Synthetic gem prices fell so fast that WD Lab Grown Diamonds couldn’t make a profit, the company’s former CEO, Mike Grunza, said during a Delaware bankruptcy proceeding this week. WD liquidated in October.
“[WD] was a very profitable business early on,” Grunza said in the creditors’ meeting, held Nov. 13. “[Then] the pricing [of lab-grown diamonds] got to such a low point. In one year alone it dropped about 83%. The year before that, it dropped about the same amount. We could not keep up with the rate that the market was declining.”
Ultimately, producing the diamonds cost the company more money than it could make from selling them.
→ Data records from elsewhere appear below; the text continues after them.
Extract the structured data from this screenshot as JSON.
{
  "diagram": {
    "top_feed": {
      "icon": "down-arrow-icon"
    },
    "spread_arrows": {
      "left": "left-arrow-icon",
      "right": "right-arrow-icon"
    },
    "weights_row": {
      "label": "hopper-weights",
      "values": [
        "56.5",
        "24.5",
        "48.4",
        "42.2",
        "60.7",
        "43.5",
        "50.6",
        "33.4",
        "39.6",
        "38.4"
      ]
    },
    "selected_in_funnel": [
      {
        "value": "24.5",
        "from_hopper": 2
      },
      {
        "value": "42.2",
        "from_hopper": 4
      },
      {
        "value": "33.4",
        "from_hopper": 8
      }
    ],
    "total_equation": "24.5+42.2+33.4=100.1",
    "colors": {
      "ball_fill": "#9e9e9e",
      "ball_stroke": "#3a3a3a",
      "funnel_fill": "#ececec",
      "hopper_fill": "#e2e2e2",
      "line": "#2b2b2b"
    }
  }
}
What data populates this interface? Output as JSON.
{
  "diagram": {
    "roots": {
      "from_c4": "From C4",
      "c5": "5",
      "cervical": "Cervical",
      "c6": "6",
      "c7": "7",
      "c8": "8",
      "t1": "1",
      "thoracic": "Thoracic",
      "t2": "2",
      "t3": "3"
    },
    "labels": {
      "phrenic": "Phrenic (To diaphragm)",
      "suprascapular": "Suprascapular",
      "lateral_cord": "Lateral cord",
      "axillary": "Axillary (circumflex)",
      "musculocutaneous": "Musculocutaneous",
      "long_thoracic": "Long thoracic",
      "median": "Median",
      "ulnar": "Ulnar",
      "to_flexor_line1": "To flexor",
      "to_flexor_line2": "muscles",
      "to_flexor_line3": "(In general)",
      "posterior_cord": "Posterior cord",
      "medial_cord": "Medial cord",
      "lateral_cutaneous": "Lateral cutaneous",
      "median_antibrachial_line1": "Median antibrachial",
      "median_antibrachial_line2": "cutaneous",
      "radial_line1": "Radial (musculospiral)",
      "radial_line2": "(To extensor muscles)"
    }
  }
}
Grunza, who was appointed CEO last year, said the natural diamond industry “did a really great job of differentiating…things that came out of the ground from what we were producing.”
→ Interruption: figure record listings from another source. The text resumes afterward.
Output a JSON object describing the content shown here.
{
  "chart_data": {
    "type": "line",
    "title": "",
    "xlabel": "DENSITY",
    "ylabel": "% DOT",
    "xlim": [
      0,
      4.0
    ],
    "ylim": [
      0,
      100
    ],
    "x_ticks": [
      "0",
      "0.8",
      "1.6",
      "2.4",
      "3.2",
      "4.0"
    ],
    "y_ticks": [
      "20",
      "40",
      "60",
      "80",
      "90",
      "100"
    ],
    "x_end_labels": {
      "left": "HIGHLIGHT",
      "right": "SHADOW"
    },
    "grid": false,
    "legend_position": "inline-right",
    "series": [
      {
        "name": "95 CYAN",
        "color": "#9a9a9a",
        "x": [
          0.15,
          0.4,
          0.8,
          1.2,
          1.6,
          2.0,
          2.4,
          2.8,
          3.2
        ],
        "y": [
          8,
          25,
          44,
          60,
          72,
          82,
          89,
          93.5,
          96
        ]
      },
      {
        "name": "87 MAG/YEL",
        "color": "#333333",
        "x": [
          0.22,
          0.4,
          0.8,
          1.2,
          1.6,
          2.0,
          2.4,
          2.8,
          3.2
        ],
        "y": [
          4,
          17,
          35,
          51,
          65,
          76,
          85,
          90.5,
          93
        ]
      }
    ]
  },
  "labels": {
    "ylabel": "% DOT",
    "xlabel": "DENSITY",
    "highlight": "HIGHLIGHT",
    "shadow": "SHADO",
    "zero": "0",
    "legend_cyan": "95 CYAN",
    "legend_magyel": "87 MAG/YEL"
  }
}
WD spent most of this year looking for a buyer, he said, and while it received a “handful” of offers, they were all too low to accept. Eventually, main lender Tree Line foreclosed on its loan. Tree Line was originally owed $66 million and is still owed $30 million, Grunza said.
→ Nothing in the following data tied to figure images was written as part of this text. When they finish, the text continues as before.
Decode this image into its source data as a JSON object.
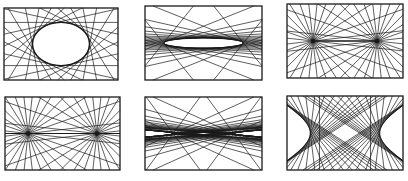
{
  "figure": {
    "stroke_color": "#1a1a1a",
    "background": "#ffffff"
  },
  "panels": [
    {
      "id": "p1",
      "label": "ellipse-envelope",
      "rect": [
        4,
        8,
        114,
        72
      ],
      "kind": "ellipse",
      "rx": 0.25,
      "ry": 0.3,
      "lines": 22
    },
    {
      "id": "p2",
      "label": "flat-ellipse-envelope",
      "rect": [
        145,
        6,
        117,
        74
      ],
      "kind": "ellipse",
      "rx": 0.34,
      "ry": 0.07,
      "lines": 30
    },
    {
      "id": "p3",
      "label": "two-foci-segment",
      "rect": [
        287,
        4,
        116,
        74
      ],
      "kind": "foci",
      "fx": 0.24,
      "lines": 14
    },
    {
      "id": "p4",
      "label": "two-foci-full-line",
      "rect": [
        5,
        97,
        115,
        73
      ],
      "kind": "foci",
      "fx": 0.26,
      "lines": 14
    },
    {
      "id": "p5",
      "label": "flat-hyperbola-envelope",
      "rect": [
        145,
        97,
        117,
        73
      ],
      "kind": "hyper",
      "a": 0.26,
      "b": 0.03,
      "lines": 30
    },
    {
      "id": "p6",
      "label": "hyperbola-envelope",
      "rect": [
        287,
        96,
        116,
        74
      ],
      "kind": "hyper",
      "a": 0.3,
      "b": 0.28,
      "lines": 22
    }
  ]
}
Asked about WD’s part-ownership of revived heritage brand Oscar Massin, he said, “Instead of paying [for diamonds] in cash, [Massin] paid in stock. That is something the creditor [Tree Line] has swept up.” Oscar Massin did not return a request for comment.
Tree Line is backing the new WD tech spin-off, WD Advanced Materials, headed by Grunza and other former WD executives. WDAM made its public debut shortly after the WD jewelry company died.
“[We] do intend to use the chambers to make stuff for whoever wants them,” he said. “[Jewelry] is not the purpose of the business, though we [may sell gems] in the interim for cash flow.… It is not where the business can afford to be in the future.”